Wheat charts reveal enticing pattern

Reading Time: 3 minutes

Published: October 22, 2020

Not all market analysts expect a bull run in wheat’s future. One analyst thinks the crop is destined for a downturn soon, mainly because the U.S. dollar index is poised to go on a long-term bullish trend, making U.S. wheat less attractive in foreign markets.  |   Reuters/Alexey Malgavko photo

Analyst says an emerging pattern he has seen only two times before could push nearby futures prices to $8.71 per bu.


Depending on how you read the futures market tea leaves, wheat is either poised to go on a heck of a bull ride or about to fall off and get trampled.

Ken Shaleen, analyst with ChartWatch International Futures Research, thinks Chicago wheat is poised for a bull run that will push nearby futures prices to $8.71 per bushel.

Darin Newsom, president of Darin Newsom Analysis, believes the wheat market is topping out and will soon be heading down.

The polar opposite outlooks from the two analysts are based on differing patterns they are seeing in the monthly Chicago wheat futures charts.

Read Also

soybean

Critical growing season is ahead for soybeans

What the weather turns out to be in the United States is going to have a significant impact on Canadian producers’ prices

On a recent Allendale Market Talk podcast, Shaleen said he has been analyzing charts for 50 years and recognizes a pattern emerging that he has seen two times before in his career.

The first time was when he got a job as a phone clerk at the Chicago Board of Trade in the early-1970s.

In his spare time he visited the CBOT library and studied old charts.

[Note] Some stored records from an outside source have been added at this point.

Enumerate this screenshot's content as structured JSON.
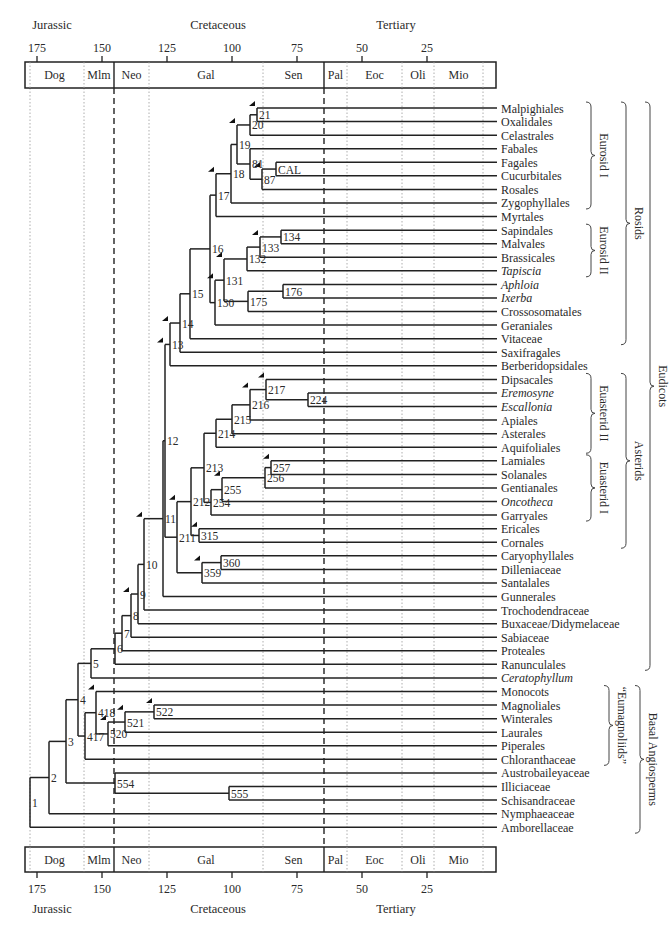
{
  "axis": {
    "scale": {
      "t175_x": 37,
      "px_per_myr": 2.6
    },
    "ticks": [
      175,
      150,
      125,
      100,
      75,
      50,
      25
    ],
    "periods": [
      {
        "label": "Jurassic",
        "x": 52
      },
      {
        "label": "Cretaceous",
        "x": 218
      },
      {
        "label": "Tertiary",
        "x": 396
      }
    ],
    "epochs": [
      {
        "label": "Dog",
        "x0": 25,
        "x1": 84
      },
      {
        "label": "Mlm",
        "x0": 84,
        "x1": 114
      },
      {
        "label": "Neo",
        "x0": 114,
        "x1": 149
      },
      {
        "label": "Gal",
        "x0": 149,
        "x1": 263
      },
      {
        "label": "Sen",
        "x0": 263,
        "x1": 324
      },
      {
        "label": "Pal",
        "x0": 324,
        "x1": 347
      },
      {
        "label": "Eoc",
        "x0": 347,
        "x1": 402
      },
      {
        "label": "Oli",
        "x0": 402,
        "x1": 434
      },
      {
        "label": "Mio",
        "x0": 434,
        "x1": 483
      },
      {
        "label": "",
        "x0": 483,
        "x1": 496
      }
    ],
    "dashed_boundaries": [
      114,
      324
    ],
    "dotted_boundaries": [
      30,
      84,
      149,
      263,
      347,
      402,
      434,
      483
    ]
  },
  "taxa": [
    {
      "name": "Malpighiales",
      "italic": false
    },
    {
      "name": "Oxalidales",
      "italic": false
    },
    {
      "name": "Celastrales",
      "italic": false
    },
    {
      "name": "Fabales",
      "italic": false
    },
    {
      "name": "Fagales",
      "italic": false
    },
    {
      "name": "Cucurbitales",
      "italic": false
    },
    {
      "name": "Rosales",
      "italic": false
    },
    {
      "name": "Zygophyllales",
      "italic": false
    },
    {
      "name": "Myrtales",
      "italic": false
    },
    {
      "name": "Sapindales",
      "italic": false
    },
    {
      "name": "Malvales",
      "italic": false
    },
    {
      "name": "Brassicales",
      "italic": false
    },
    {
      "name": "Tapiscia",
      "italic": true
    },
    {
      "name": "Aphloia",
      "italic": true
    },
    {
      "name": "Ixerba",
      "italic": true
    },
    {
      "name": "Crossosomatales",
      "italic": false
    },
    {
      "name": "Geraniales",
      "italic": false
    },
    {
      "name": "Vitaceae",
      "italic": false
    },
    {
      "name": "Saxifragales",
      "italic": false
    },
    {
      "name": "Berberidopsidales",
      "italic": false
    },
    {
      "name": "Dipsacales",
      "italic": false
    },
    {
      "name": "Eremosyne",
      "italic": true
    },
    {
      "name": "Escallonia",
      "italic": true
    },
    {
      "name": "Apiales",
      "italic": false
    },
    {
      "name": "Asterales",
      "italic": false
    },
    {
      "name": "Aquifoliales",
      "italic": false
    },
    {
      "name": "Lamiales",
      "italic": false
    },
    {
      "name": "Solanales",
      "italic": false
    },
    {
      "name": "Gentianales",
      "italic": false
    },
    {
      "name": "Oncotheca",
      "italic": true
    },
    {
      "name": "Garryales",
      "italic": false
    },
    {
      "name": "Ericales",
      "italic": false
    },
    {
      "name": "Cornales",
      "italic": false
    },
    {
      "name": "Caryophyllales",
      "italic": false
    },
    {
      "name": "Dilleniaceae",
      "italic": false
    },
    {
      "name": "Santalales",
      "italic": false
    },
    {
      "name": "Gunnerales",
      "italic": false
    },
    {
      "name": "Trochodendraceae",
      "italic": false
    },
    {
      "name": "Buxaceae/Didymelaceae",
      "italic": false
    },
    {
      "name": "Sabiaceae",
      "italic": false
    },
    {
      "name": "Proteales",
      "italic": false
    },
    {
      "name": "Ranunculales",
      "italic": false
    },
    {
      "name": "Ceratophyllum",
      "italic": true
    },
    {
      "name": "Monocots",
      "italic": false
    },
    {
      "name": "Magnoliales",
      "italic": false
    },
    {
      "name": "Winterales",
      "italic": false
    },
    {
      "name": "Laurales",
      "italic": false
    },
    {
      "name": "Piperales",
      "italic": false
    },
    {
      "name": "Chloranthaceae",
      "italic": false
    },
    {
      "name": "Austrobaileyaceae",
      "italic": false
    },
    {
      "name": "Illiciaceae",
      "italic": false
    },
    {
      "name": "Schisandraceae",
      "italic": false
    },
    {
      "name": "Nymphaeaceae",
      "italic": false
    },
    {
      "name": "Amborellaceae",
      "italic": false
    }
  ],
  "nodes": [
    {
      "id": "1",
      "x": 30,
      "children": [
        "2",
        53
      ],
      "arrow": false
    },
    {
      "id": "2",
      "x": 49,
      "children": [
        "3",
        52
      ],
      "arrow": false
    },
    {
      "id": "3",
      "x": 66,
      "children": [
        "4",
        "554"
      ],
      "arrow": false
    },
    {
      "id": "554",
      "x": 115,
      "children": [
        49,
        "555"
      ],
      "arrow": false
    },
    {
      "id": "555",
      "x": 229,
      "children": [
        50,
        51
      ],
      "arrow": false
    },
    {
      "id": "4",
      "x": 78,
      "children": [
        "5",
        "417"
      ],
      "arrow": false
    },
    {
      "id": "417",
      "x": 85,
      "children": [
        "418",
        48
      ],
      "arrow": false
    },
    {
      "id": "418",
      "x": 96,
      "children": [
        43,
        "520"
      ],
      "arrow": true
    },
    {
      "id": "520",
      "x": 108,
      "children": [
        "521",
        47
      ],
      "arrow": true
    },
    {
      "id": "521",
      "x": 125,
      "children": [
        "522",
        46
      ],
      "arrow": true
    },
    {
      "id": "522",
      "x": 154,
      "children": [
        44,
        45
      ],
      "arrow": true
    },
    {
      "id": "5",
      "x": 91,
      "children": [
        "6",
        42
      ],
      "arrow": false
    },
    {
      "id": "6",
      "x": 115,
      "children": [
        "7",
        41
      ],
      "arrow": false
    },
    {
      "id": "7",
      "x": 122,
      "children": [
        "8",
        40
      ],
      "arrow": false
    },
    {
      "id": "8",
      "x": 131,
      "children": [
        "9",
        39
      ],
      "arrow": true
    },
    {
      "id": "9",
      "x": 138,
      "children": [
        "10",
        38
      ],
      "arrow": false
    },
    {
      "id": "10",
      "x": 144,
      "children": [
        "11",
        37
      ],
      "arrow": true
    },
    {
      "id": "11",
      "x": 163,
      "children": [
        "12",
        36
      ],
      "arrow": false
    },
    {
      "id": "12",
      "x": 165,
      "children": [
        "13",
        "211"
      ],
      "arrow": true
    },
    {
      "id": "211",
      "x": 177,
      "children": [
        "212",
        "359"
      ],
      "arrow": true
    },
    {
      "id": "359",
      "x": 202,
      "children": [
        "360",
        35
      ],
      "arrow": true
    },
    {
      "id": "360",
      "x": 221,
      "children": [
        33,
        34
      ],
      "arrow": false
    },
    {
      "id": "212",
      "x": 191,
      "children": [
        "213",
        "315"
      ],
      "arrow": false
    },
    {
      "id": "315",
      "x": 199,
      "children": [
        31,
        32
      ],
      "arrow": true
    },
    {
      "id": "213",
      "x": 204,
      "children": [
        "214",
        "254"
      ],
      "arrow": false
    },
    {
      "id": "254",
      "x": 211,
      "children": [
        "255",
        30
      ],
      "arrow": false
    },
    {
      "id": "255",
      "x": 222,
      "children": [
        "256",
        29
      ],
      "arrow": true
    },
    {
      "id": "256",
      "x": 265,
      "children": [
        "257",
        28
      ],
      "arrow": false
    },
    {
      "id": "257",
      "x": 271,
      "children": [
        26,
        27
      ],
      "arrow": true
    },
    {
      "id": "214",
      "x": 216,
      "children": [
        "215",
        25
      ],
      "arrow": false
    },
    {
      "id": "215",
      "x": 232,
      "children": [
        "216",
        24
      ],
      "arrow": false
    },
    {
      "id": "216",
      "x": 250,
      "children": [
        "217",
        23
      ],
      "arrow": true
    },
    {
      "id": "217",
      "x": 266,
      "children": [
        20,
        "224"
      ],
      "arrow": true
    },
    {
      "id": "224",
      "x": 308,
      "children": [
        21,
        22
      ],
      "arrow": false
    },
    {
      "id": "13",
      "x": 170,
      "children": [
        "14",
        19
      ],
      "arrow": true
    },
    {
      "id": "14",
      "x": 180,
      "children": [
        "15",
        18
      ],
      "arrow": false
    },
    {
      "id": "15",
      "x": 190,
      "children": [
        "16",
        17
      ],
      "arrow": false
    },
    {
      "id": "16",
      "x": 210,
      "children": [
        "17n",
        "130"
      ],
      "arrow": false
    },
    {
      "id": "130",
      "x": 215,
      "children": [
        "131",
        16
      ],
      "arrow": true
    },
    {
      "id": "131",
      "x": 224,
      "children": [
        "132",
        "175"
      ],
      "arrow": true
    },
    {
      "id": "175",
      "x": 248,
      "children": [
        "176",
        15
      ],
      "arrow": false
    },
    {
      "id": "176",
      "x": 283,
      "children": [
        13,
        14
      ],
      "arrow": false
    },
    {
      "id": "132",
      "x": 247,
      "children": [
        "133",
        12
      ],
      "arrow": false
    },
    {
      "id": "133",
      "x": 260,
      "children": [
        "134",
        11
      ],
      "arrow": true
    },
    {
      "id": "134",
      "x": 281,
      "children": [
        9,
        10
      ],
      "arrow": false
    },
    {
      "id": "17n",
      "label": "17",
      "x": 216,
      "children": [
        "18",
        8
      ],
      "arrow": true
    },
    {
      "id": "18",
      "x": 231,
      "children": [
        "19",
        7
      ],
      "arrow": false
    },
    {
      "id": "19",
      "x": 237,
      "children": [
        "20",
        "81"
      ],
      "arrow": true
    },
    {
      "id": "20",
      "x": 250,
      "children": [
        "21",
        2
      ],
      "arrow": false
    },
    {
      "id": "21",
      "x": 257,
      "children": [
        0,
        1
      ],
      "arrow": true
    },
    {
      "id": "81",
      "x": 250,
      "children": [
        3,
        "87"
      ],
      "arrow": false
    },
    {
      "id": "87",
      "x": 262,
      "children": [
        "CAL",
        6
      ],
      "arrow": true
    },
    {
      "id": "CAL",
      "x": 276,
      "children": [
        4,
        5
      ],
      "arrow": false
    }
  ],
  "brackets": [
    {
      "label": "Eurosid I",
      "from": 0,
      "to": 7,
      "col": 1
    },
    {
      "label": "Eurosid II",
      "from": 9,
      "to": 12,
      "col": 1
    },
    {
      "label": "Euasterid II",
      "from": 20,
      "to": 25,
      "col": 1
    },
    {
      "label": "Euasterid I",
      "from": 26,
      "to": 30,
      "col": 1
    },
    {
      "label": "“Eumagnoliids”",
      "from": 43,
      "to": 48,
      "col": 1.3
    },
    {
      "label": "Rosids",
      "from": 0,
      "to": 17,
      "col": 2
    },
    {
      "label": "Asterids",
      "from": 20,
      "to": 32,
      "col": 2
    },
    {
      "label": "Basal Angiosperms",
      "from": 43,
      "to": 53,
      "col": 2.3
    },
    {
      "label": "Eudicots",
      "from": 0,
      "to": 41,
      "col": 3
    }
  ]
}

He noticed a pattern known as a “head and shoulders bottom” that formed in 1946 and 1947.

Wheat prices skyrocketed shortly after coming out from that bottom.

He saw a similar pattern forming in the futures market in the late-1960s and early-1970s and decided to tell an experienced broker about this observation.

“He said, ‘hey kid, you’ve been down on the floor for two months and you’re forecasting wheat prices we haven’t seen since 1947?’ ”

Turns out he was right. The Russians cornered the wheat market, pushing prices above $6 per bu. in 1974, up from about $1.50 per bu. a couple of years earlier.

Shaleen is adamant that he is once again witnessing a head and shoulders bottom in today’s market.

If the December wheat contract stays strong and closes above $5.78 per bu. at the end of October ,that will be a sign that the nearby futures contract is heading to $8.71.

In fact, the charts tell him that the wheat market will go on a run that eventually takes out the 2008 high of $13.34.

Newsom does not see the same pattern that Shaleen is seeing in the charts.

“If there is a head and shoulders (bottom), it is really, really vague,” said the former DTN analyst.

Using that “really vague” head and shoulders bottom, Newsom computes a target price of $8 per bu. for nearby Chicago wheat futures, which would test the highs set in the summer of 2015.

But that isn’t the prevalent pattern he is seeing in the charts.

“I’m at the other end of the spectrum,” he said.

Newsom said there was a major two-month reversal in April and May of 2019 that led to a five-wave uptrend in the market. Commodity markets tend to move up in five waves and down in three waves.

“We’re in wave five right now,” he said.

“I think we’re probably in the final throes of the uptrend here in wheat.”

He believes the wheat market is “overbought” and is destined for a downturn mainly because the U.S. dollar index is poised to go on a long-term bullish trend, making U.S. wheat less attractive in foreign markets.

“There is no fundamental reason for wheat to push higher at this point,” said Newsom.

“We don’t have a great deal of demand and it’s overpriced.”

He believes U.S. wheat is going to have a tough time competing in export markets and with corn trading $2 per bu. lower there will be little demand in the domestic feed market.

However, Shaleen keeps seeing bullish signs in the market. During his Oct. 13 podcast he noted that the previous day’s low for Chicago wheat was $5.87, which was identical to the high posted on Sept. 30.

“The classic definition of underlying support is a former price high,” he said.

“I’d be long right now.”

About the author

Sean Pratt

Sean Pratt

Reporter/Analyst

Sean Pratt has been working at The Western Producer since 1993 after graduating from the University of Regina’s School of Journalism. Sean also has a Bachelor of Commerce degree from the University of Saskatchewan and worked in a bank for a few years before switching careers. Sean primarily writes markets and policy stories about the grain industry and has attended more than 100 conferences over the past three decades. He has received awards from the Canadian Farm Writers Federation, North American Agricultural Journalists and the American Agricultural Editors Association.